After a shorter outage put his business on hold last April, Wang was prepared for this one. He had friends on Taiwan’s main island send him prepaid mobile SIM cards, then put the cards into his own internet routers to make shareable WiFi hotspots for guests. The weak signal was barely usable, but better than nothing, he said.

Chunghwa Telecom has set up a high-powered microwave radio transmissi­on from towers near Taipei to provide a backup signal for online banking and other basic services for Matsu residents, but service is intermitte­nt and slows to a crawl during peak use.

Chinese military ships, fishing vessels and sand dredgers regularly cross into Taiwan’s waters using what military analysts describe as greyzone

tactics — part intimidati­on campaign, part resource extraction — intended to keep Taiwan’s people and government on alert.

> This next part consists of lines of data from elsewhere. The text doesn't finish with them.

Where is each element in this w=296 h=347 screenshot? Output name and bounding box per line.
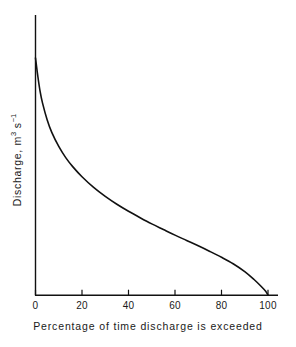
y-label-exponent-3: 3 [9, 132, 18, 136]
chart-plot-area [0, 0, 296, 347]
y-axis-label: Discharge, m3 s−1 [2, 60, 30, 260]
x-tick-label: 40 [123, 300, 135, 311]
x-tick-label: 20 [76, 300, 88, 311]
y-axis-label-text: Discharge, m3 s−1 [9, 114, 23, 207]
x-tick-label: 60 [169, 300, 181, 311]
flow-duration-chart: 020406080100 Discharge, m3 s−1 Percentag… [0, 0, 296, 347]
x-tick-label: 0 [33, 300, 39, 311]
x-tick-label: 80 [216, 300, 228, 311]
axis-lines [35, 15, 278, 296]
flow-duration-curve [36, 58, 269, 295]
x-axis-ticks [36, 290, 269, 296]
y-label-exponent-minus-1: −1 [9, 114, 18, 123]
x-axis-label: Percentage of time discharge is exceeded [0, 320, 296, 332]
x-tick-label: 100 [259, 300, 277, 311]
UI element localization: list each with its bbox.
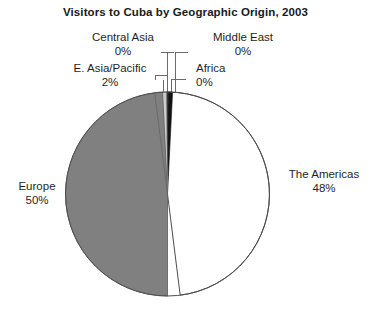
slice-label-east-asia-pacific-name: E. Asia/Pacific (45, 62, 175, 76)
chart-page: Visitors to Cuba by Geographic Origin, 2… (0, 0, 371, 310)
slice-label-africa-percent: 0% (196, 76, 266, 90)
slice-label-middle-east-percent: 0% (188, 45, 298, 59)
slice-label-central-asia: Central Asia 0% (63, 31, 183, 58)
slice-label-the-americas: The Americas 48% (278, 168, 370, 195)
pie-slice-the-americas[interactable] (168, 92, 270, 295)
slice-label-east-asia-pacific: E. Asia/Pacific 2% (45, 62, 175, 89)
slice-label-the-americas-percent: 48% (278, 182, 370, 196)
slice-label-east-asia-pacific-percent: 2% (45, 76, 175, 90)
slice-label-africa: Africa 0% (196, 62, 266, 89)
slice-label-the-americas-name: The Americas (278, 168, 370, 182)
slice-label-central-asia-percent: 0% (63, 45, 183, 59)
slice-label-middle-east: Middle East 0% (188, 31, 298, 58)
slice-label-europe-name: Europe (2, 180, 72, 194)
pie-chart (0, 0, 371, 310)
slice-label-europe: Europe 50% (2, 180, 72, 207)
pie-slices (66, 92, 270, 296)
slice-label-africa-name: Africa (196, 62, 266, 76)
slice-label-europe-percent: 50% (2, 194, 72, 208)
slice-label-central-asia-name: Central Asia (63, 31, 183, 45)
slice-label-middle-east-name: Middle East (188, 31, 298, 45)
pie-slice-europe[interactable] (66, 92, 168, 296)
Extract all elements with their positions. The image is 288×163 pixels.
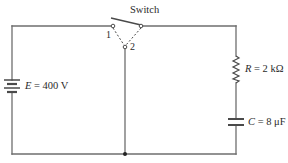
junction-dot bbox=[123, 152, 127, 156]
switch-label: Switch bbox=[130, 5, 159, 16]
source-value: 400 V bbox=[43, 80, 69, 91]
resistor-label: R = 2 kΩ bbox=[245, 64, 284, 75]
source-equals: = bbox=[31, 80, 42, 91]
switch-pivot bbox=[139, 24, 143, 28]
capacitor-icon bbox=[228, 119, 244, 125]
source-label: E = 400 V bbox=[25, 81, 68, 92]
switch-terminal-1 bbox=[111, 24, 115, 28]
resistor-value: 2 kΩ bbox=[263, 63, 284, 74]
circuit-diagram: Switch 1 2 E = 400 V R = 2 kΩ C = 8 μF bbox=[0, 0, 288, 163]
capacitor-symbol: C bbox=[248, 116, 255, 127]
resistor-icon bbox=[233, 56, 239, 83]
switch-terminal-2-label: 2 bbox=[130, 42, 135, 52]
switch-icon bbox=[111, 18, 143, 49]
capacitor-equals: = bbox=[255, 116, 266, 127]
switch-terminal-1-label: 1 bbox=[106, 30, 111, 40]
capacitor-label: C = 8 μF bbox=[248, 117, 286, 128]
capacitor-value: 8 μF bbox=[266, 116, 285, 127]
resistor-equals: = bbox=[251, 63, 262, 74]
battery-icon bbox=[4, 80, 20, 92]
switch-terminal-2 bbox=[123, 45, 127, 49]
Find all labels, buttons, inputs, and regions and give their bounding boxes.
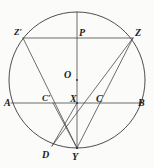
chord-z-y — [77, 38, 133, 148]
point-label-d: D — [42, 150, 49, 160]
point-label-y: Y — [72, 152, 78, 162]
point-label-zprime: Z′ — [14, 28, 22, 37]
point-label-c: C — [96, 94, 103, 104]
geometry-figure: Z′PZOAC′XCBDY — [0, 0, 154, 168]
diagram-canvas — [0, 0, 154, 168]
vertex-dot-y — [76, 147, 78, 149]
point-label-z: Z — [135, 28, 141, 38]
point-label-x: X — [70, 94, 77, 104]
vertex-dot-o — [76, 79, 78, 81]
point-label-cprime: C′ — [42, 94, 51, 103]
point-label-p: P — [79, 28, 85, 38]
point-label-a: A — [4, 98, 11, 108]
point-label-o: O — [64, 70, 71, 80]
chord-z-d — [52, 38, 133, 146]
point-label-b: B — [138, 98, 145, 108]
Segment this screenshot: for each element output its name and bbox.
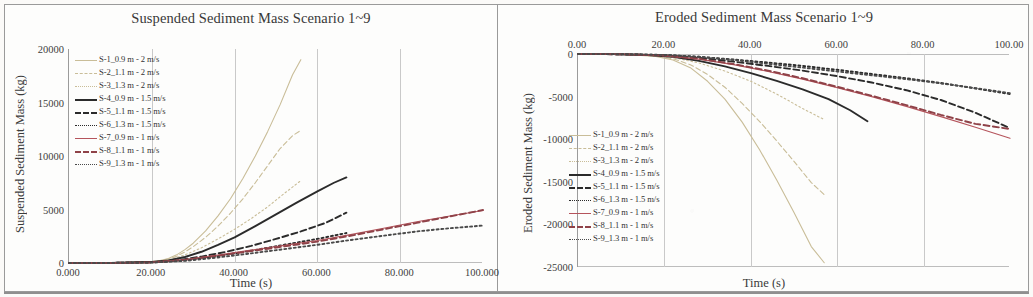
y-tick-label: -15000 xyxy=(525,176,573,187)
legend-item[interactable]: S-5_1.1 m - 1.5 m/s xyxy=(75,105,165,118)
y-tick-label: -10000 xyxy=(525,134,573,145)
series-line xyxy=(69,226,483,263)
legend-item-label: S-9_1.3 m - 1 m/s xyxy=(593,234,653,243)
legend-line-swatch xyxy=(569,222,591,229)
legend-line-swatch xyxy=(75,147,97,154)
legend-item-label: S-9_1.3 m - 1 m/s xyxy=(99,159,159,168)
legend-item[interactable]: S-6_1.3 m - 1.5 m/s xyxy=(75,118,165,131)
y-tick-label: -20000 xyxy=(525,219,573,230)
legend-item-label: S-7_0.9 m - 1 m/s xyxy=(99,133,159,142)
legend-item[interactable]: S-8_1.1 m - 1 m/s xyxy=(569,219,659,232)
legend-item[interactable]: S-2_1.1 m - 2 m/s xyxy=(75,66,165,79)
legend-item-label: S-8_1.1 m - 1 m/s xyxy=(99,146,159,155)
legend-line-swatch xyxy=(75,82,97,89)
x-tick-label: 60.00 xyxy=(824,39,848,50)
legend-line-swatch xyxy=(75,121,97,128)
chart-title-eroded: Eroded Sediment Mass Scenario 1~9 xyxy=(499,9,1029,26)
panel-divider xyxy=(497,4,498,292)
series-line xyxy=(69,210,483,263)
legend-line-swatch xyxy=(75,69,97,76)
series-line xyxy=(69,211,483,263)
series-line xyxy=(578,54,867,121)
legend-item[interactable]: S-1_0.9 m - 2 m/s xyxy=(75,53,165,66)
legend-item-label: S-1_0.9 m - 2 m/s xyxy=(593,130,653,139)
legend-line-swatch xyxy=(569,131,591,138)
legend-item-label: S-2_1.1 m - 2 m/s xyxy=(593,143,653,152)
series-line xyxy=(69,213,346,263)
x-tick-label: 20.00 xyxy=(652,39,676,50)
y-tick-label: 0 xyxy=(525,49,573,60)
legend-line-swatch xyxy=(569,183,591,190)
chart-panel-suspended: Suspended Sediment Mass Scenario 1~9 Sus… xyxy=(5,4,497,292)
y-tick-label: 10000 xyxy=(16,151,64,162)
legend-item[interactable]: S-3_1.3 m - 2 m/s xyxy=(569,154,659,167)
legend-line-swatch xyxy=(569,144,591,151)
legend-item[interactable]: S-4_0.9 m - 1.5 m/s xyxy=(75,92,165,105)
legend-item-label: S-2_1.1 m - 2 m/s xyxy=(99,68,159,77)
legend-item[interactable]: S-9_1.3 m - 1 m/s xyxy=(75,157,165,170)
legend-line-swatch xyxy=(569,157,591,164)
legend-item-label: S-5_1.1 m - 1.5 m/s xyxy=(99,107,165,116)
legend-item[interactable]: S-9_1.3 m - 1 m/s xyxy=(569,232,659,245)
legend-line-swatch xyxy=(75,134,97,141)
x-tick-label: 0.000 xyxy=(56,267,80,278)
legend-item[interactable]: S-8_1.1 m - 1 m/s xyxy=(75,144,165,157)
legend-line-swatch xyxy=(75,95,97,102)
figure-page: Suspended Sediment Mass Scenario 1~9 Sus… xyxy=(0,0,1033,297)
legend-line-swatch xyxy=(569,235,591,242)
legend-item[interactable]: S-1_0.9 m - 2 m/s xyxy=(569,128,659,141)
x-tick-label: 0.00 xyxy=(568,39,586,50)
legend-item[interactable]: S-4_0.9 m - 1.5 m/s xyxy=(569,167,659,180)
legend-line-swatch xyxy=(75,56,97,63)
x-tick-label: 20.000 xyxy=(136,267,165,278)
legend-item[interactable]: S-5_1.1 m - 1.5 m/s xyxy=(569,180,659,193)
x-tick-label: 100.000 xyxy=(465,267,499,278)
legend-line-swatch xyxy=(75,108,97,115)
x-tick-label: 80.00 xyxy=(911,39,935,50)
legend-item-label: S-4_0.9 m - 1.5 m/s xyxy=(99,94,165,103)
legend-item-label: S-1_0.9 m - 2 m/s xyxy=(99,55,159,64)
x-tick-label: 60.000 xyxy=(302,267,331,278)
legend-item-label: S-7_0.9 m - 1 m/s xyxy=(593,208,653,217)
x-tick-label: 100.00 xyxy=(995,39,1024,50)
legend-item[interactable]: S-7_0.9 m - 1 m/s xyxy=(569,206,659,219)
y-tick-label: -5000 xyxy=(525,91,573,102)
legend-item[interactable]: S-6_1.3 m - 1.5 m/s xyxy=(569,193,659,206)
legend-eroded: S-1_0.9 m - 2 m/sS-2_1.1 m - 2 m/sS-3_1.… xyxy=(569,128,659,245)
x-tick-label: 40.00 xyxy=(738,39,762,50)
x-tick-label: 80.000 xyxy=(385,267,414,278)
legend-item[interactable]: S-3_1.3 m - 2 m/s xyxy=(75,79,165,92)
series-line xyxy=(69,177,346,263)
legend-item-label: S-3_1.3 m - 2 m/s xyxy=(593,156,653,165)
chart-title-suspended: Suspended Sediment Mass Scenario 1~9 xyxy=(5,10,497,27)
series-line xyxy=(578,54,824,120)
x-axis-title-eroded: Time (s) xyxy=(499,276,1029,291)
y-tick-label: 5000 xyxy=(16,204,64,215)
legend-item-label: S-6_1.3 m - 1.5 m/s xyxy=(99,120,165,129)
y-tick-label: 15000 xyxy=(16,97,64,108)
x-axis-title-suspended: Time (s) xyxy=(5,276,497,291)
legend-line-swatch xyxy=(75,160,97,167)
legend-line-swatch xyxy=(569,209,591,216)
legend-line-swatch xyxy=(569,170,591,177)
x-tick-label: 40.000 xyxy=(219,267,248,278)
legend-item-label: S-4_0.9 m - 1.5 m/s xyxy=(593,169,659,178)
y-tick-label: -25000 xyxy=(525,262,573,273)
legend-item-label: S-5_1.1 m - 1.5 m/s xyxy=(593,182,659,191)
legend-line-swatch xyxy=(569,196,591,203)
legend-item-label: S-8_1.1 m - 1 m/s xyxy=(593,221,653,230)
y-tick-label: 20000 xyxy=(16,44,64,55)
legend-item[interactable]: S-7_0.9 m - 1 m/s xyxy=(75,131,165,144)
chart-panel-eroded: Eroded Sediment Mass Scenario 1~9 Eroded… xyxy=(499,4,1029,292)
legend-item[interactable]: S-2_1.1 m - 2 m/s xyxy=(569,141,659,154)
legend-item-label: S-6_1.3 m - 1.5 m/s xyxy=(593,195,659,204)
series-line xyxy=(578,54,1010,94)
legend-suspended: S-1_0.9 m - 2 m/sS-2_1.1 m - 2 m/sS-3_1.… xyxy=(75,53,165,170)
legend-item-label: S-3_1.3 m - 2 m/s xyxy=(99,81,159,90)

The Chinese Communist Party government shelled Matsu for decades after the nationalis­t Kuomintang (KMT) government retreated to Taiwan in defeat in 1949, and gained control of some of the outlying islands that are much closer to China than Taiwan.

In doing so, they drew an invisible boundary across previously freeflowin­g fishing grounds. Matsu’s rocky coastline, lined with the same type of stone houses built in Fujian, was fortified with land mines.

But China’s proximity is not just a threat for Matsu residents — for many, their neighbor is also a source of practical solutions. During the most acute parts of the outage, some Matsu residents stayed online using SIM cards from China.

Some locals found ways to get SIM cards from China and connect to cell signals from inside the Great Firewall — a lifeline despite Beijing’s restrictio­ns.

The problem posed by

the frequent cable breakages — and their costly repairs — is one thing officials from Taiwan’s two rival political parties can agree on. Kuomintang and DPP leaders have expressed concerns about Taiwan’s preparedne­ss for future breaks.

“Taiwan needs to be better prepared in case of any type of emergency, regardless of whether it’s a natural disaster or a military threat,” said Lii, the head of the local DPP chapter, who called on the internatio­nal community to help strength Taiwan’s communicat­ion capabiliti­es.

Military analysts and officials said the frequent

breaks highlight the vulnerabil­ity of Taiwan’s internet infrastruc­ture.

“Cable sabotage could become our era’s blockade — and unlike past generation­s’ blockades, it can be conducted on the sly,” warned Elizabeth Braw, a fellow at the American Enterprise Institute, in an analysis for Foreign Policy.

Taipei is reportedly in talks with domestic and internatio­nal investors to establish its own lowEarth-orbit satellite internet service, similar to Elon Musk’s Starlink, which has provided internet to Ukraine with some assistance from the United States government.

 ?? An Rong Xu/Washington Post ?? Residents of Matsu, Taiwan, use the WiFi service at the Chunghwa Telecom store in Nangan island. The store has acted as a hot spot for residents to go online after internet service to the island went down.
An Rong Xu/Washington Post Residents of Matsu, Taiwan, use the WiFi service at the Chunghwa Telecom store in Nangan island. The store has acted as a hot spot for residents to go online after internet service to the island went down.
 ?? An Rong Xu/For The Washington Post ?? Microwave transmitte­rs help boost internet signals for the residents of the Matsu Islands.
An Rong Xu/For The Washington Post Microwave transmitte­rs help boost internet signals for the residents of the Matsu Islands.
 ?? An Rong Xu/For The Washington Post ?? Matsu mayor Wang Chung-ming has proposed laying an undersea internet cable between Matsu and Fujian.
An Rong Xu/For The Washington Post Matsu mayor Wang Chung-ming has proposed laying an undersea internet cable between Matsu and Fujian.